On May 2, 2010 02:39:23 am you wrote:
Jan Marguc wrote:
Sadly, I just found out the hard way that it
has a really nasty
denormalization problem. It's so bad I may not be able to use it
any more.
People have tried fancy anti-denormalization plugins ahead of it,
with no
luck, apparently.
MusE has a basic DC anti-denormalization feature, and it didn't help.
I completely agree with you: The JCM900 VST rocks! I've been using it
a lot on Windows, now I'm on the Mac, so I haven't used it in a while.
Too bad the source code for these plugins is not available. The papers
on the website only explain the basic principles.
Anyway, I also ran into the denormalization problem quickly, so I just
made a small VST that mixes some -100 dB white noise into the signal.
Wouldn't Jack's -z option solve this issue too?
$ jackd -d alsa --help | grep dither
-z, --dither Dithering mode (default: n)
I think in our case that's not
necessarily true.
The source of the playing audio data into the plugins can be from a
wave file track. When the app has played past the wave file 'part'
(part of a longer song) and there's no more data to come from
from the part, we 'artificially' insert float 0.0 data instead
(or the fixed denormalize value of 1E-18, if turned on).
There, the data doesn't come from Jack, so I don't know if dithering
would help. It might only help with our 'Audio Input' track type.
I kinda went way off the subject line, eh? Didn't mean to hijack.
Sometimes specific questions branch out.
It's all related, in a way...
Tim.
> Actually, I made the noise gain adjustable, because the added noise
> made my synth-guitars sound much more authentic. ;-)
> Alternatively one could make it more convenient to use by creating a
> separate wrapper .dll that loads the JCM900 and just intercepts the
> process-calls, while passing any other call to the plugin.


- [Work task]: For the entries below, report the number of lines where the string "opening" appears, and only that number.

- [Exercise data]:
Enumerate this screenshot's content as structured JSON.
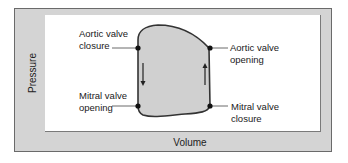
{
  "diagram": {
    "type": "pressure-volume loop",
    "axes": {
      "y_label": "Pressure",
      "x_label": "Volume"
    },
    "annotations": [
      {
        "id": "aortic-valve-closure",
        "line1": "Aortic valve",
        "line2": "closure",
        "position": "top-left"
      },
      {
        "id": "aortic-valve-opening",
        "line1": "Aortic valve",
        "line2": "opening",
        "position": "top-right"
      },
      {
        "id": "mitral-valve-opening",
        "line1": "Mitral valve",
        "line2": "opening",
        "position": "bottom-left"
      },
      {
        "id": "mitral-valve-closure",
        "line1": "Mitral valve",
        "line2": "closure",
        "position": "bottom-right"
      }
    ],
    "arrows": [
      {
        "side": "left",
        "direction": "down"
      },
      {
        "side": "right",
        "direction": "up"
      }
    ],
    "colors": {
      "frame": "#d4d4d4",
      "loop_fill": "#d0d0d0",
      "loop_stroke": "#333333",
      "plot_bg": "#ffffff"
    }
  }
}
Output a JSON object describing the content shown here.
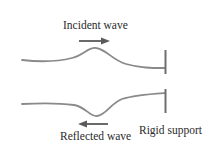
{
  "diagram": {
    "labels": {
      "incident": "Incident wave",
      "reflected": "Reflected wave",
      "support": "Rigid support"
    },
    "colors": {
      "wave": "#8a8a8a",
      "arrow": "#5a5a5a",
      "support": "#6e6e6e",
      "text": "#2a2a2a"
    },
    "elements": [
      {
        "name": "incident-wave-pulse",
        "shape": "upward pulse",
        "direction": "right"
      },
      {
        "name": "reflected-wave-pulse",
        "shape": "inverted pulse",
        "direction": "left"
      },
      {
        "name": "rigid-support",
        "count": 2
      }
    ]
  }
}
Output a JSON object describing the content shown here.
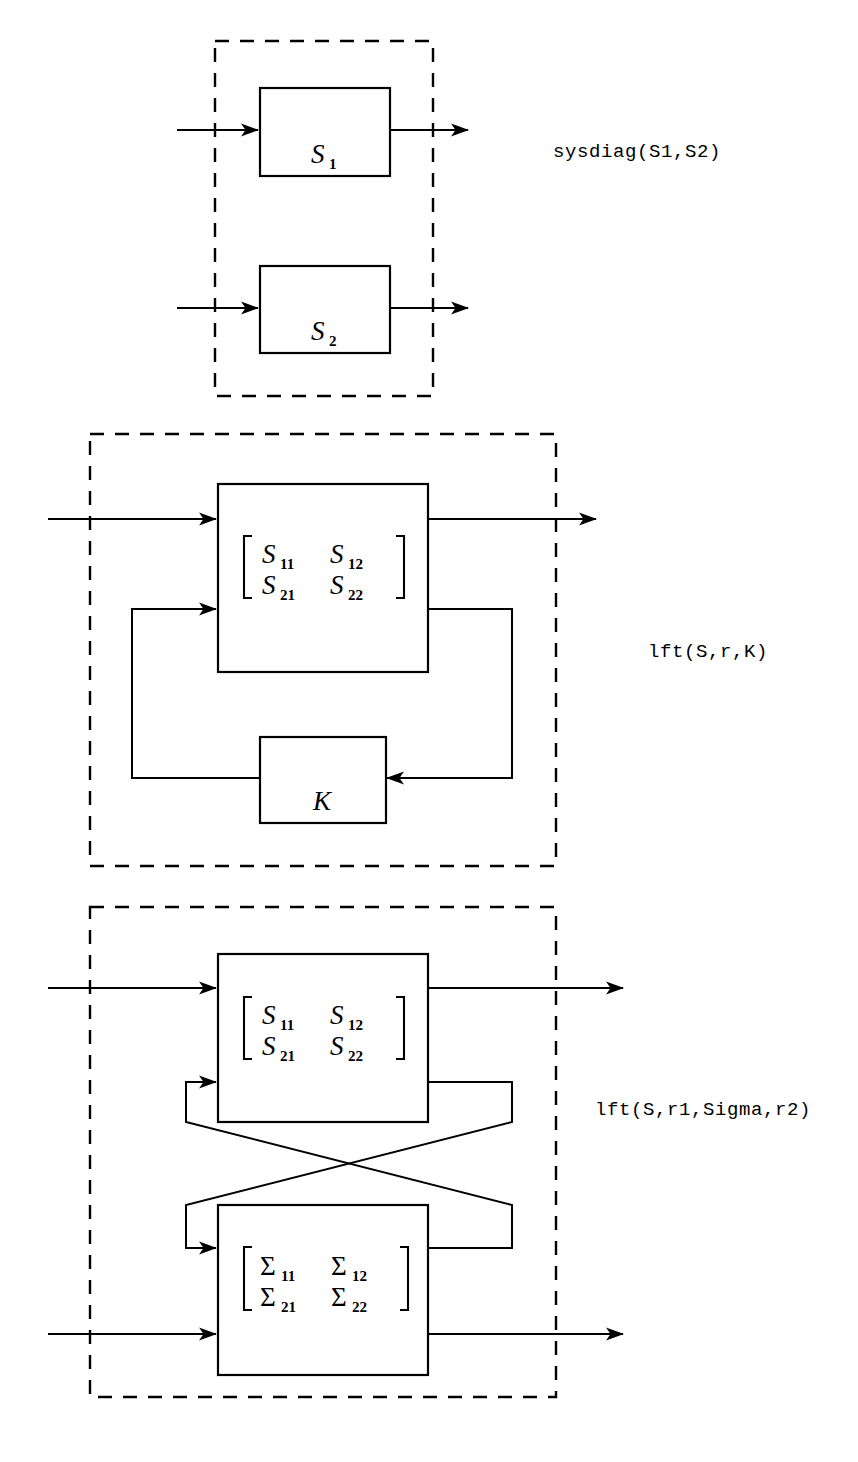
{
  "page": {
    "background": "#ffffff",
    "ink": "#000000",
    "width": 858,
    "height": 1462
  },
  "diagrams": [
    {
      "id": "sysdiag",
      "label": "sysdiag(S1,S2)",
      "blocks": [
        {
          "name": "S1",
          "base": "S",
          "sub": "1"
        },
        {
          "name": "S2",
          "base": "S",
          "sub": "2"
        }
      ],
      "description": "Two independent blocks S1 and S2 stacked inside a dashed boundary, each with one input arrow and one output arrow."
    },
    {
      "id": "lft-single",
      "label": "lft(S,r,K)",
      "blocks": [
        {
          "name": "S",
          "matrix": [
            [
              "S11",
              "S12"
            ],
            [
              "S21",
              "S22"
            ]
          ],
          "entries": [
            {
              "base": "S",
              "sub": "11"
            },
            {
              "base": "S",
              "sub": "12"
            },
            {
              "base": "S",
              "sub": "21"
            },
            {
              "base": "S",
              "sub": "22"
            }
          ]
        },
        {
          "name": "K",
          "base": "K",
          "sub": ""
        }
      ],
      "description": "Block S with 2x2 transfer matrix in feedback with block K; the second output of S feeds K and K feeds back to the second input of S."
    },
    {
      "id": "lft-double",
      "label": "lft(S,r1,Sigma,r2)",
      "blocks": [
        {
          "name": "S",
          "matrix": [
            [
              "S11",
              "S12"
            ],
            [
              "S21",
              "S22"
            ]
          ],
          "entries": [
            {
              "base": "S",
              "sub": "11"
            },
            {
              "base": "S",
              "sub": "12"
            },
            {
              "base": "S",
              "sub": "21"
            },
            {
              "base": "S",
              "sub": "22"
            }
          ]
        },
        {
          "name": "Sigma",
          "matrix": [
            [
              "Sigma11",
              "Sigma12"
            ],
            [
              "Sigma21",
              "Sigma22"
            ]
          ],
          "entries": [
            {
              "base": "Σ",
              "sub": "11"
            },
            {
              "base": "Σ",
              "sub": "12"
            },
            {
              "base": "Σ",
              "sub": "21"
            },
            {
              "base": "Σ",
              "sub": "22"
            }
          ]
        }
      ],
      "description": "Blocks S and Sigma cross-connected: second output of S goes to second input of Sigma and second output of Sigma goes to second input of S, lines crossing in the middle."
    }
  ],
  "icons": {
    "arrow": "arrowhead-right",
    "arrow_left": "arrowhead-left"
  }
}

* * *

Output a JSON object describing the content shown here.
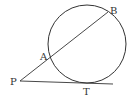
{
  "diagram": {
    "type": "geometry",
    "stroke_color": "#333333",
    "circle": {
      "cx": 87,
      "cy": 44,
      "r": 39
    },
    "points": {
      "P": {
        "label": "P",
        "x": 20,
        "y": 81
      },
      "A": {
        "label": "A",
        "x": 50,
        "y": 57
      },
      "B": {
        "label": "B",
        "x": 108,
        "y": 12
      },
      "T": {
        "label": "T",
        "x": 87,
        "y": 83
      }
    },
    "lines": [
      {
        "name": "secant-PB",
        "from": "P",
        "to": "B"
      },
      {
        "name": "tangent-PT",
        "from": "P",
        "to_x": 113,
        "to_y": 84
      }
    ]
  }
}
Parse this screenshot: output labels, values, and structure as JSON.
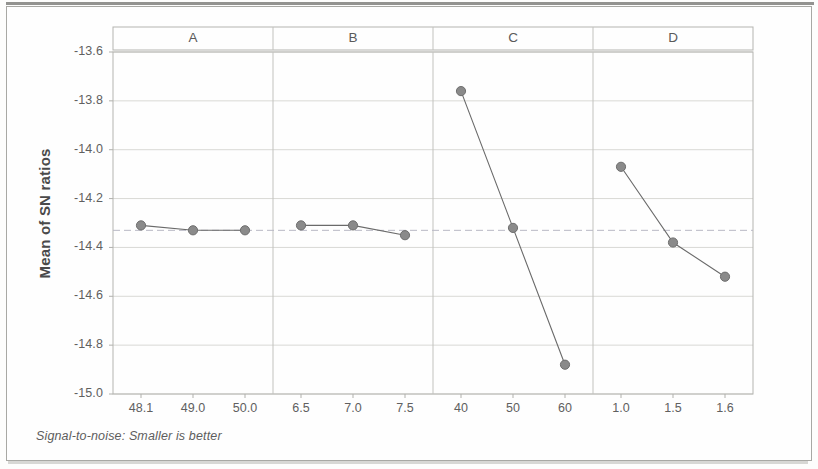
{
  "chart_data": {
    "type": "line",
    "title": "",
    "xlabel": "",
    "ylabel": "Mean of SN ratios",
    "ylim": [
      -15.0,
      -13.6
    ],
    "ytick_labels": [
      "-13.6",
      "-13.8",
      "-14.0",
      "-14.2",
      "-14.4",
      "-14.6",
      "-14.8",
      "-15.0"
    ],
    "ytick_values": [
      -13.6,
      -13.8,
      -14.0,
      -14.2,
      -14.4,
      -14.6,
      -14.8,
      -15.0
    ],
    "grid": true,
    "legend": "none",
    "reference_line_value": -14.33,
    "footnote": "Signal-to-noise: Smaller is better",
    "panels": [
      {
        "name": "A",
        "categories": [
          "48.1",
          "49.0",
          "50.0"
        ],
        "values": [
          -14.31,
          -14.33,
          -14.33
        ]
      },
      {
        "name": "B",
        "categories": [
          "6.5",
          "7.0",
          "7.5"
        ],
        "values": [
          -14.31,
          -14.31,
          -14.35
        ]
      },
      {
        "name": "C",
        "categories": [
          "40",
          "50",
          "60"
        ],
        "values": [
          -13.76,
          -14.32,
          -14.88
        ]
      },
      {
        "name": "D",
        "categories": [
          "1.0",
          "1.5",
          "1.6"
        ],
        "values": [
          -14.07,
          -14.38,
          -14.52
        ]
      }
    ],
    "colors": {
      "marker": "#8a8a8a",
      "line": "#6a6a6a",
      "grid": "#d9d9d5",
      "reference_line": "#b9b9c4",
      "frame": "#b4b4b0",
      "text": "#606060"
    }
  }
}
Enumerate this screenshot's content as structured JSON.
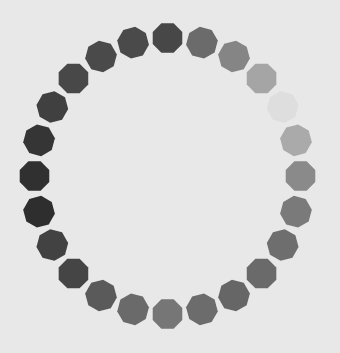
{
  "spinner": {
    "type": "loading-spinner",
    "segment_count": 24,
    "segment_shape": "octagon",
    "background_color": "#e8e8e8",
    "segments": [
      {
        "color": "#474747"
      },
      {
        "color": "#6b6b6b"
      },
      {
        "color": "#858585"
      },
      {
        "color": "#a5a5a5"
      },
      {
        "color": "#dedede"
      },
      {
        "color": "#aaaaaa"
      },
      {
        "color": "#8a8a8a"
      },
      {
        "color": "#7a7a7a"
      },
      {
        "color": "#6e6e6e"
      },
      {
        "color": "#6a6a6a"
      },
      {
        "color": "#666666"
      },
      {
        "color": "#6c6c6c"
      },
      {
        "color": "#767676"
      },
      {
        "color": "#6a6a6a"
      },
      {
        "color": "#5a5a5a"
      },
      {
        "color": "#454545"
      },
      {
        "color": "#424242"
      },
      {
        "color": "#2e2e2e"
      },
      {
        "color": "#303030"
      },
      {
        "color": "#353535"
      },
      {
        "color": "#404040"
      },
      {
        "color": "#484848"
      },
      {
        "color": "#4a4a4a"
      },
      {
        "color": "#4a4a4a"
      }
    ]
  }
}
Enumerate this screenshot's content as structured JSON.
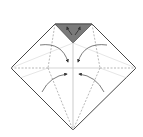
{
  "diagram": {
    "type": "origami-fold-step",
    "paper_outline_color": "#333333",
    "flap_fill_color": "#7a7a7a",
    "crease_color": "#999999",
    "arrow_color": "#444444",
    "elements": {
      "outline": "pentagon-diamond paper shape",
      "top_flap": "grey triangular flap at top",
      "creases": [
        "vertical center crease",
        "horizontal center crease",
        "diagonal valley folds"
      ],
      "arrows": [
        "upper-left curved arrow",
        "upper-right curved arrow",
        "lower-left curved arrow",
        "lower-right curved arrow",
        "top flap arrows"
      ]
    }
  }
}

- [Result for this task]: 4